Reports and Interviews From: Luxembourg
On Criticism
Sophie Jung with Lucien Kayser
Sophie Jung: Where do you see a critic’s role within the dynamism of art—and how different, if at all, is the current situation?
Lucien Kayser: For as long as aesthetics was kept within strict limits, say until the end of the 19th century, when works had to comply with a set of rules, a proper canon inherited from the Greek ideal of beauty with equivalent values for both truth and justice, criticism was (only) the art of judging, of giving an opinion about compliance. This is no longer the case whenever novelty takes over from tradition. On what basis should an artwork be judged now that it sets its own rules? Of course, there remains the physical confrontation with the work, but criticism depends more on the coherence of the idea or concept and that of its visual/physical form.
Jung: As an artist, I am relieved. On the other hand, I do believe in courage—the effort it takes to enter a work with a subjective eye.

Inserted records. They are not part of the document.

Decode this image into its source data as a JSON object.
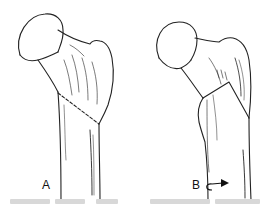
{
  "figure": {
    "panels": [
      {
        "id": "A",
        "label": "A",
        "description": "proximal femur with oblique dashed fracture line"
      },
      {
        "id": "B",
        "label": "B",
        "description": "proximal femur with inverted-V fracture and rotation arrow"
      }
    ],
    "rotation_icon": "curved-rotation-arrow-icon",
    "caption_visible": false
  }
}
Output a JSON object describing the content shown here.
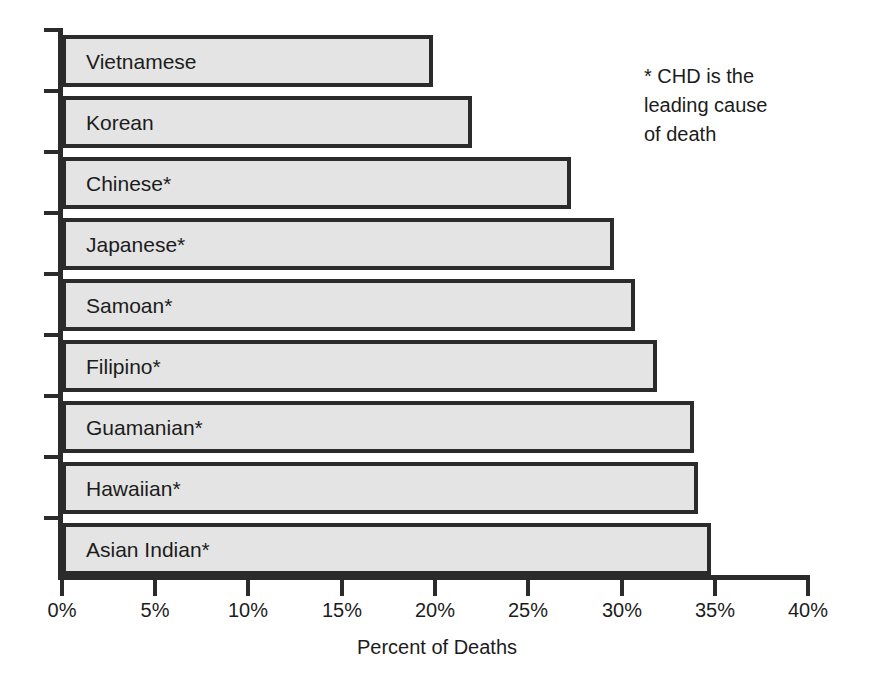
{
  "chart_data": {
    "type": "bar",
    "orientation": "horizontal",
    "title": "",
    "xlabel": "Percent of Deaths",
    "ylabel": "",
    "xlim": [
      0,
      40
    ],
    "grid": false,
    "legend": null,
    "xtick_labels": [
      "0%",
      "5%",
      "10%",
      "15%",
      "20%",
      "25%",
      "30%",
      "35%",
      "40%"
    ],
    "xtick_values": [
      0,
      5,
      10,
      15,
      20,
      25,
      30,
      35,
      40
    ],
    "categories": [
      "Vietnamese",
      "Korean",
      "Chinese*",
      "Japanese*",
      "Samoan*",
      "Filipino*",
      "Guamanian*",
      "Hawaiian*",
      "Asian Indian*"
    ],
    "values": [
      19.8,
      21.9,
      27.2,
      29.5,
      30.6,
      31.8,
      33.8,
      34.0,
      34.7
    ],
    "annotations": [
      "* CHD is the leading cause of death"
    ],
    "bar_fill_color": "#e4e4e4",
    "bar_border_color": "#2b2b2b",
    "axis_color": "#2b2b2b"
  },
  "note": {
    "line1": "* CHD is the",
    "line2": "leading cause",
    "line3": "of death"
  },
  "axis": {
    "x_title": "Percent of Deaths"
  }
}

Kayser: One of the main trends in today’s literary or artistic criticism is sympathetic re-creation, in other words, an explanation of how the work came to exist. Explaining and describing what the intentions were, and showing how they finally materialized. This is a fully justified approach, and a gratifying one vis-à-vis the public, but only if the work in question has already been accepted and recognized as being worth the exercise.
Jung: Art exists in an irresolvable dichotomy, being at once a radical vision of alternatives aimed at destabilizing prevailing structures, while also serving an economy that longs to treat it as a stable, reliable investment. A critic thus has the power to increase value, consequently influence the market, and so directly affect people’s personal wealth. Do you see a danger of interdependence between market forces and intellectual ownership?
Kayser: It seems to me that the critic’s influence was greater in the past. Nowadays, other indicators are available to the market and the power is more on the side of institutions, museum directors, curators of exhibitions, etc. Mind you, their own power is being challenged by that of the big collectors. And then, there is such an explosion of talents, such a wide artistic scene. In the past, a critic could promote or defend a certain artistic trend or school, but I wonder if this is still the case today.
Jung: I am making use of notions, concepts, objects that are freely available and assembling them into something new. You are tied to a closer mirroring of something in particular: an artist’s work. I can act, you must react.
Kayser: I would say that artists react just as much to the status of art around them and to the current world situation. For both artist and critic, there is no creation from the void, and it is the media, the tools, which are different. Indeed, it is true to say that a critic focuses on a specific work, but he or she has complete freedom in choosing that work and can even, in some cases, judge it most severely. And as to the mirror, this is indeed where everything linked to reflection comes in.
Jung: Did you ever want to be in the position of “acting” or do you see your work as doing that already?
Kayser: Different media, different tools: really, is it pretentious to look at a critic’s text as real “acting?” I have always been impressed by the French tradition, where the most interesting essays about art and artists have writers and philosophers as authors, beginning with Diderot. The innovation in a text should come from the author’s unique point of view, not only the result of erudition.
Jung: When I am asked to explain my work, I can point toward elements and describe their symbolic relevance, but ultimately, I thoroughly mistrust such a singular “this-equals-that approach.”
Kayser: This hesitation raises the question of whether the artist, or any author in general, is best situated to comment on his work. Paul Valéry, the French poet, denied this opinion. Valéry regularly went to the Sorbonne to attend the lectures of Gustave Cohen on his own Cimetière marin. Writing after the foreword for Cohen’s edition, Valéry said that the author is exterior to the work once it is finished, like any other person.
Jung: My idea of experiencing art is that rather than simply reading symbols, the viewer should enter the logic and the vision of the work itself.
Kayser: Let’s re-emphasize the sympathetic re-creation mentioned above, even if criticism remains the practice of judging. Otherwise, the market alone will decide.
Jung: Do you feel it is difficult to translate this experience into words, and if so, what tools or methods do you use?
Kayser: Sure, but this difficulty concerns all sorts of translation, “traduttore, traditore” (“translator, traitor”), Italian people say. Not to distort, or to betray yourself, that’s the challenge. Combining the knowledge given by the human sciences and your own experience that forms your personal approach and expression.
Contributors
Lucien KayserLUCIEN KAYSER was born in 1945 in Luxembourg. He studied philosophy and literature in Paris, at the Sorbonne and Ecole Normale Superieure. Writing about art in newspapers and magazines, he is the president of the Luxembourg Section of AICA.
Sophie JungSOPHIE JUNG was born in 1982 in Luxembourg. She studied photography and media arts at the Folkwang School in Essen (Germany), the Zürcher Hochschule der Künste, graduated in 2011 from the Rietveld Academy in Amsterdam, and is currently studying for an M.A. in Fine Arts at Goldsmiths, University of London.